The data shown below were compiled from readership statistics for 637 Mendeley readers of this research output. Click here to see the associated Mendeley record.

Geographical breakdown

Country Count As %
Canada 1 <1%
Unknown 636 100%

Demographic breakdown

Readers by professional status Count As %
Student > Master 86 14%
Student > Bachelor 79 12%
Student > Ph. D. Student 63 10%
Researcher 49 8%
Student > Doctoral Student 42 7%
Other 113 18%
Unknown 205 32%
Readers by discipline Count As %
Psychology 141 22%
Nursing and Health Professions 102 16%
Medicine and Dentistry 92 14%
Social Sciences 26 4%
Biochemistry, Genetics and Molecular Biology 7 1%
Other 41 6%
Unknown 228 36%
Attention Score in Context

Attention Score in Context

This research output has an Altmetric Attention Score of 359. This is our high-level measure of the quality and quantity of online attention that it has received. This Attention Score, as well as the ranking and number of research outputs shown below, was calculated when the research output was last mentioned on 25 August 2022.
All research outputs
#90,461
of 25,698,912 outputs
Outputs from Psychological Medicine
#44
of 5,469 outputs
Outputs of similar age
#1,533
of 312,425 outputs
Outputs of similar age from Psychological Medicine
#2
of 71 outputs
Altmetric has tracked 25,698,912 research outputs across all sources so far. Compared to these this one has done particularly well and is in the 99th percentile: it's in the top 5% of all research outputs ever tracked by Altmetric.
So far Altmetric has tracked 5,469 research outputs from this source. They typically receive a lot more attention than average, with a mean Attention Score of 20.5. This one has done particularly well, scoring higher than 99% of its peers.
Older research outputs will score higher simply because they've had more time to accumulate mentions.

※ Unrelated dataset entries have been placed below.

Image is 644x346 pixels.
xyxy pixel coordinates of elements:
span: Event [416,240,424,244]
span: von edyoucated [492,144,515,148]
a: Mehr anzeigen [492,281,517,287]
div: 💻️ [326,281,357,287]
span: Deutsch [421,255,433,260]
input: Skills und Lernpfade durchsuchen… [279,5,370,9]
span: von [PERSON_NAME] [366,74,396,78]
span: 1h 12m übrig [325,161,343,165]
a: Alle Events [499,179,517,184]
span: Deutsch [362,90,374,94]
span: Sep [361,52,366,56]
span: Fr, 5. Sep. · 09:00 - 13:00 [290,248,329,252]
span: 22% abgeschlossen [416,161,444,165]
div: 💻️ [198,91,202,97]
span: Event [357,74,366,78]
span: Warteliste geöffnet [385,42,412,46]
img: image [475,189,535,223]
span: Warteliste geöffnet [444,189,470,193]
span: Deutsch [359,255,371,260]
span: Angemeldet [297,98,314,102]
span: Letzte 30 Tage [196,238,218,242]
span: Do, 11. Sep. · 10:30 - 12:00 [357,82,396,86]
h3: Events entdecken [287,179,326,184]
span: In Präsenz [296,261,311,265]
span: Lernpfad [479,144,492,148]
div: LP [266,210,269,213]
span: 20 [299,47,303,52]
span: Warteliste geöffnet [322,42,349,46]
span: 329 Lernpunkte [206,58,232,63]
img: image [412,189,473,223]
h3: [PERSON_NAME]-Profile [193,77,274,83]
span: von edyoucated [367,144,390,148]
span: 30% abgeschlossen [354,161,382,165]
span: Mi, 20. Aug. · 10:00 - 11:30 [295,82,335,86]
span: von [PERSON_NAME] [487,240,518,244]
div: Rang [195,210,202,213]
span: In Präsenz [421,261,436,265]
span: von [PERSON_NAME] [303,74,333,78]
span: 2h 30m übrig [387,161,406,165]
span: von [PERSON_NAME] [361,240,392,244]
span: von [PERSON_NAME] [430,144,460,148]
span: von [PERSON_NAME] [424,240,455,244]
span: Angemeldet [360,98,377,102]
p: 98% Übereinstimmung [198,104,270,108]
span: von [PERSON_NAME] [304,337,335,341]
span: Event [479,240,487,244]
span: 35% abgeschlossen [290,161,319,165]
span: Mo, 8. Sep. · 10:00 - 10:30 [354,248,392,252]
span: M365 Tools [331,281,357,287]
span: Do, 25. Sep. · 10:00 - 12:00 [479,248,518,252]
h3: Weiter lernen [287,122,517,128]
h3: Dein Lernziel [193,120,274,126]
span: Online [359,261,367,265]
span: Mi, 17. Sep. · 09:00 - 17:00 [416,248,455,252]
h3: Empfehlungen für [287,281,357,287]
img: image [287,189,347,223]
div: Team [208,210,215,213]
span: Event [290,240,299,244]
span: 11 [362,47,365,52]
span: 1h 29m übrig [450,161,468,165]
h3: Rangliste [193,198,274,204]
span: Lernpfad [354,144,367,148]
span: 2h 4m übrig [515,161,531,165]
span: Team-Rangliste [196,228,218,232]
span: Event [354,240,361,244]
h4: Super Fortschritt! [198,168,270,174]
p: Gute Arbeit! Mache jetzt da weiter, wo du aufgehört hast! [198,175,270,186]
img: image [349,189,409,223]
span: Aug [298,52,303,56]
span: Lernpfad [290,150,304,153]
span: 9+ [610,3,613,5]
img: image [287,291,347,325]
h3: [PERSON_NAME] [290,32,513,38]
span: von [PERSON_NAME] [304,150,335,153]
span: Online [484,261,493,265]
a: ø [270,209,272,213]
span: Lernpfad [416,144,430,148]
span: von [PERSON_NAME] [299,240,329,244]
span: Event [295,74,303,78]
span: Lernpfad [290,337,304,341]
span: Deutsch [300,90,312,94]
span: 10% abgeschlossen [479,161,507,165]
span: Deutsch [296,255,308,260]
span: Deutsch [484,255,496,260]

To account for age we can compare this Altmetric Attention Score to the 312,425 tracked outputs that were published within six weeks on either side of this one in any source. This one has done particularly well, scoring higher than 99% of its contemporaries.
We're also able to compare this research output to 71 others from the same source and published within six weeks on either side of this one. This one has done particularly well, scoring higher than 97% of its contemporaries.